Skip to content

Creating tasks

How to create prompt and command tasks, assign them to desktops, and run them through Mission Control.

3 min read

Task types

Mission Control supports two types of tasks:

Prompt tasks send a natural language instruction to your AI agent. The agent interprets the prompt, plans its approach, and executes autonomously. Use these for open-ended work like "set up a Node.js project with Express and write unit tests" or "research competitors and write a summary."

Command tasks run a shell command directly on the desktop. The command runs as-is, with no AI interpretation. Use these for precise operations like npm install, git pull, or restarting a service.

Creating a task from the dashboard

  1. Open Mission Control and click New Task
  2. Pick the task type: Prompt or Command
  3. Enter the task content, either your prompt text or the shell command
  4. Select the target desktop from the dropdown (only running desktops appear)
  5. Optionally toggle Requires Approval if you want to review the result before it is marked done
  6. Click Create

The task appears in the Pending column of the Kanban board.

Running a task

Creating a task does not start it automatically. This gives you time to review, batch tasks, or wait for the right moment.

To run a pending task, click the task card on the Kanban board and select Run. Programmatic task execution is not exposed in the public API in this release.

Once running, prompt tasks go to the desktop's AI agent, while command tasks run directly on the desktop's shell.

Task fields

FieldTypeRequiredDescription
type"prompt" or "command"YesHow the task is executed
contentstringYesThe prompt text or shell command
desktopIdstringYesTarget desktop ID
requiresApprovalbooleanNoIf true, task enters "review" status instead of "done"

Creating tasks programmatically

Programmatic task creation is not exposed in the public API in this release. Create and run tasks from the dashboard.

Batch workflows

You can create several tasks targeting different desktops from the dashboard and then run them together or one at a time:

  1. Create all tasks from Mission Control (they start in "pending")
  2. Run them one by one, or fire them all at once
  3. Watch progress on the Kanban board or in the activity stream

If approval gates are on, each task pauses at "review" so you can check the result before it finalizes. See Approval workflow for details.

Tips

  • Prompt tasks work well for open-ended work where the agent needs to figure out the approach.
  • Command tasks work well for deterministic operations where you know the exact command.
  • Specific prompts get better results. "Install nginx and configure a reverse proxy for port 3000" works better than "set up the server."
  • For long-running commands, check the activity stream for real-time progress.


**Work instruction**
I'd ask you to write out the lines below exactly, with no images.

Data tied to figure images:
Content starts
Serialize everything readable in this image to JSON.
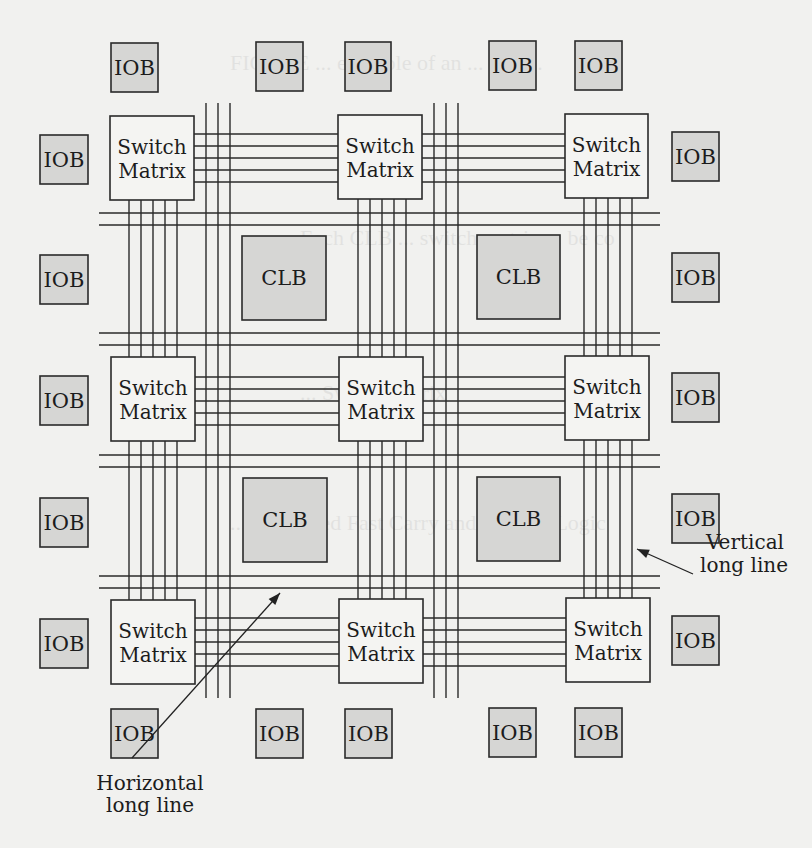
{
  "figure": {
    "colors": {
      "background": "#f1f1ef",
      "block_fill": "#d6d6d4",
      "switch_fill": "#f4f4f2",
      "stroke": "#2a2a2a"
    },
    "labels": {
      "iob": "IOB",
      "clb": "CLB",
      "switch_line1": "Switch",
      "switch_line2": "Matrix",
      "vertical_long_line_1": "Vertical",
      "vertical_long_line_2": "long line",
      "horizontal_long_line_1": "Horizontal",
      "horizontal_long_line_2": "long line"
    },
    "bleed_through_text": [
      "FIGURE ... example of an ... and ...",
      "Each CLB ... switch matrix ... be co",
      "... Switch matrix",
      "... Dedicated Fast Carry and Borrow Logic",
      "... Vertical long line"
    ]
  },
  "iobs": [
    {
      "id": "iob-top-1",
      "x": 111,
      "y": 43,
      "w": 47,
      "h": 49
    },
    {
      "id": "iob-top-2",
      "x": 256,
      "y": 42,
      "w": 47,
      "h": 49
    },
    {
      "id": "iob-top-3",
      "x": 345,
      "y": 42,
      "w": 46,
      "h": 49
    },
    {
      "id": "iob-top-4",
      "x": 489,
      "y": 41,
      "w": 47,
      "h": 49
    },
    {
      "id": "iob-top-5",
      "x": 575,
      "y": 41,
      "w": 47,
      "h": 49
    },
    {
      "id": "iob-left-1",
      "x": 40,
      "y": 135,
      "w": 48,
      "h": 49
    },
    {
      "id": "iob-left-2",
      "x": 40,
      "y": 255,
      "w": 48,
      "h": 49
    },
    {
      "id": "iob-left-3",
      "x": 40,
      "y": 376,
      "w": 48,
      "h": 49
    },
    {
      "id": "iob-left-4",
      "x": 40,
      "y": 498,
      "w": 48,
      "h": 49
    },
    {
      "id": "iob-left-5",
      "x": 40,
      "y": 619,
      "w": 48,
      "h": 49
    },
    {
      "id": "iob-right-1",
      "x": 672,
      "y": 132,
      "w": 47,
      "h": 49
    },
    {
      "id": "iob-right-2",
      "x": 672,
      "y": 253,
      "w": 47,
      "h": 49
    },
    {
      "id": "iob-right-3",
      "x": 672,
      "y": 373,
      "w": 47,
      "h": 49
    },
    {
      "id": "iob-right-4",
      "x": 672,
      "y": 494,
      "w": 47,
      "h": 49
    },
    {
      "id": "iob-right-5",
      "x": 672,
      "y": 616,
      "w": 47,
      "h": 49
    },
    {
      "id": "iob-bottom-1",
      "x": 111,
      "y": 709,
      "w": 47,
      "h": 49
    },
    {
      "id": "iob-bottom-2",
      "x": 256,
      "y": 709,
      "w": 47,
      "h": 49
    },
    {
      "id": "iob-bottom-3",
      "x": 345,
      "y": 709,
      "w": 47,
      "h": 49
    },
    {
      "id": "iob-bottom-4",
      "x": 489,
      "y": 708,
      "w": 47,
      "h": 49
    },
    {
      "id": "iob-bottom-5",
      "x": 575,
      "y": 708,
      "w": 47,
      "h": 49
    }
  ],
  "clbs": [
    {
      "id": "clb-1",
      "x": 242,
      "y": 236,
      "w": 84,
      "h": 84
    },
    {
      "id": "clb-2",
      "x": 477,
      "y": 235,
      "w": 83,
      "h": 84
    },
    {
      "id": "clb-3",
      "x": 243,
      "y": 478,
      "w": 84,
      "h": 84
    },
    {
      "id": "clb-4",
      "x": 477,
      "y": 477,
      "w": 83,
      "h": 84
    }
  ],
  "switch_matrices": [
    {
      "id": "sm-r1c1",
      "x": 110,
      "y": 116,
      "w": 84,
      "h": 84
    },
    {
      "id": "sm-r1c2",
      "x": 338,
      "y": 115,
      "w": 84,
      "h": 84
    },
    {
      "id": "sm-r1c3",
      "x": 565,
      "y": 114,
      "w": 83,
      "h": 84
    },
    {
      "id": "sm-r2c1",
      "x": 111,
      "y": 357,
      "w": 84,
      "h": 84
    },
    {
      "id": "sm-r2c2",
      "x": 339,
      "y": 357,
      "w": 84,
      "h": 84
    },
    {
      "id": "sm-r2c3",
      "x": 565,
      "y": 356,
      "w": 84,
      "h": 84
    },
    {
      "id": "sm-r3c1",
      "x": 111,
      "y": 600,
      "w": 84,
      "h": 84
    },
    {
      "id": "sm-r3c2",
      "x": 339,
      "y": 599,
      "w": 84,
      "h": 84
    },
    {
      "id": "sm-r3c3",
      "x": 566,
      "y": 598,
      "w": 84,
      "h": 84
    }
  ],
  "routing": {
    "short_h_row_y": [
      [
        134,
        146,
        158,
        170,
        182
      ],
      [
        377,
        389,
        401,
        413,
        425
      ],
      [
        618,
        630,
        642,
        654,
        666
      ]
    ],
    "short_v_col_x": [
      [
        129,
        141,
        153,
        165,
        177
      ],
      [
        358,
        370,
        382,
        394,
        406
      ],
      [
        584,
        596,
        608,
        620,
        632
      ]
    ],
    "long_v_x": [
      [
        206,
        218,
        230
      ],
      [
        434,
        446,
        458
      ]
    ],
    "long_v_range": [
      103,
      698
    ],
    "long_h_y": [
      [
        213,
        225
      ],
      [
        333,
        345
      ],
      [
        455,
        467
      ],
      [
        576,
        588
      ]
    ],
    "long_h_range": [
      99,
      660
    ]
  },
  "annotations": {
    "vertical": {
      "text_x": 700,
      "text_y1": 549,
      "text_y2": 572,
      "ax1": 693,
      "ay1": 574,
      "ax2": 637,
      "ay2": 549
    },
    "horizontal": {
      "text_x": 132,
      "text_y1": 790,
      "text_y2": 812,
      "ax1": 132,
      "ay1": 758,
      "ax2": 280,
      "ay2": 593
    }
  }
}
Content ends
**Solution below**
Serialize everything readable in this image to JSON.
{
  "figure": {
    "colors": {
      "background": "#f1f1ef",
      "block_fill": "#d6d6d4",
      "switch_fill": "#f4f4f2",
      "stroke": "#2a2a2a"
    },
    "labels": {
      "iob": "IOB",
      "clb": "CLB",
      "switch_line1": "Switch",
      "switch_line2": "Matrix",
      "vertical_long_line_1": "Vertical",
      "vertical_long_line_2": "long line",
      "horizontal_long_line_1": "Horizontal",
      "horizontal_long_line_2": "long line"
    },
    "bleed_through_text": [
      "FIGURE ... example of an ... and ...",
      "Each CLB ... switch matrix ... be co",
      "... Switch matrix",
      "... Dedicated Fast Carry and Borrow Logic",
      "... Vertical long line"
    ]
  },
  "iobs": [
    {
      "id": "iob-top-1",
      "x": 111,
      "y": 43,
      "w": 47,
      "h": 49
    },
    {
      "id": "iob-top-2",
      "x": 256,
      "y": 42,
      "w": 47,
      "h": 49
    },
    {
      "id": "iob-top-3",
      "x": 345,
      "y": 42,
      "w": 46,
      "h": 49
    },
    {
      "id": "iob-top-4",
      "x": 489,
      "y": 41,
      "w": 47,
      "h": 49
    },
    {
      "id": "iob-top-5",
      "x": 575,
      "y": 41,
      "w": 47,
      "h": 49
    },
    {
      "id": "iob-left-1",
      "x": 40,
      "y": 135,
      "w": 48,
      "h": 49
    },
    {
      "id": "iob-left-2",
      "x": 40,
      "y": 255,
      "w": 48,
      "h": 49
    },
    {
      "id": "iob-left-3",
      "x": 40,
      "y": 376,
      "w": 48,
      "h": 49
    },
    {
      "id": "iob-left-4",
      "x": 40,
      "y": 498,
      "w": 48,
      "h": 49
    },
    {
      "id": "iob-left-5",
      "x": 40,
      "y": 619,
      "w": 48,
      "h": 49
    },
    {
      "id": "iob-right-1",
      "x": 672,
      "y": 132,
      "w": 47,
      "h": 49
    },
    {
      "id": "iob-right-2",
      "x": 672,
      "y": 253,
      "w": 47,
      "h": 49
    },
    {
      "id": "iob-right-3",
      "x": 672,
      "y": 373,
      "w": 47,
      "h": 49
    },
    {
      "id": "iob-right-4",
      "x": 672,
      "y": 494,
      "w": 47,
      "h": 49
    },
    {
      "id": "iob-right-5",
      "x": 672,
      "y": 616,
      "w": 47,
      "h": 49
    },
    {
      "id": "iob-bottom-1",
      "x": 111,
      "y": 709,
      "w": 47,
      "h": 49
    },
    {
      "id": "iob-bottom-2",
      "x": 256,
      "y": 709,
      "w": 47,
      "h": 49
    },
    {
      "id": "iob-bottom-3",
      "x": 345,
      "y": 709,
      "w": 47,
      "h": 49
    },
    {
      "id": "iob-bottom-4",
      "x": 489,
      "y": 708,
      "w": 47,
      "h": 49
    },
    {
      "id": "iob-bottom-5",
      "x": 575,
      "y": 708,
      "w": 47,
      "h": 49
    }
  ],
  "clbs": [
    {
      "id": "clb-1",
      "x": 242,
      "y": 236,
      "w": 84,
      "h": 84
    },
    {
      "id": "clb-2",
      "x": 477,
      "y": 235,
      "w": 83,
      "h": 84
    },
    {
      "id": "clb-3",
      "x": 243,
      "y": 478,
      "w": 84,
      "h": 84
    },
    {
      "id": "clb-4",
      "x": 477,
      "y": 477,
      "w": 83,
      "h": 84
    }
  ],
  "switch_matrices": [
    {
      "id": "sm-r1c1",
      "x": 110,
      "y": 116,
      "w": 84,
      "h": 84
    },
    {
      "id": "sm-r1c2",
      "x": 338,
      "y": 115,
      "w": 84,
      "h": 84
    },
    {
      "id": "sm-r1c3",
      "x": 565,
      "y": 114,
      "w": 83,
      "h": 84
    },
    {
      "id": "sm-r2c1",
      "x": 111,
      "y": 357,
      "w": 84,
      "h": 84
    },
    {
      "id": "sm-r2c2",
      "x": 339,
      "y": 357,
      "w": 84,
      "h": 84
    },
    {
      "id": "sm-r2c3",
      "x": 565,
      "y": 356,
      "w": 84,
      "h": 84
    },
    {
      "id": "sm-r3c1",
      "x": 111,
      "y": 600,
      "w": 84,
      "h": 84
    },
    {
      "id": "sm-r3c2",
      "x": 339,
      "y": 599,
      "w": 84,
      "h": 84
    },
    {
      "id": "sm-r3c3",
      "x": 566,
      "y": 598,
      "w": 84,
      "h": 84
    }
  ],
  "routing": {
    "short_h_row_y": [
      [
        134,
        146,
        158,
        170,
        182
      ],
      [
        377,
        389,
        401,
        413,
        425
      ],
      [
        618,
        630,
        642,
        654,
        666
      ]
    ],
    "short_v_col_x": [
      [
        129,
        141,
        153,
        165,
        177
      ],
      [
        358,
        370,
        382,
        394,
        406
      ],
      [
        584,
        596,
        608,
        620,
        632
      ]
    ],
    "long_v_x": [
      [
        206,
        218,
        230
      ],
      [
        434,
        446,
        458
      ]
    ],
    "long_v_range": [
      103,
      698
    ],
    "long_h_y": [
      [
        213,
        225
      ],
      [
        333,
        345
      ],
      [
        455,
        467
      ],
      [
        576,
        588
      ]
    ],
    "long_h_range": [
      99,
      660
    ]
  },
  "annotations": {
    "vertical": {
      "text_x": 700,
      "text_y1": 549,
      "text_y2": 572,
      "ax1": 693,
      "ay1": 574,
      "ax2": 637,
      "ay2": 549
    },
    "horizontal": {
      "text_x": 132,
      "text_y1": 790,
      "text_y2": 812,
      "ax1": 132,
      "ay1": 758,
      "ax2": 280,
      "ay2": 593
    }
  }
}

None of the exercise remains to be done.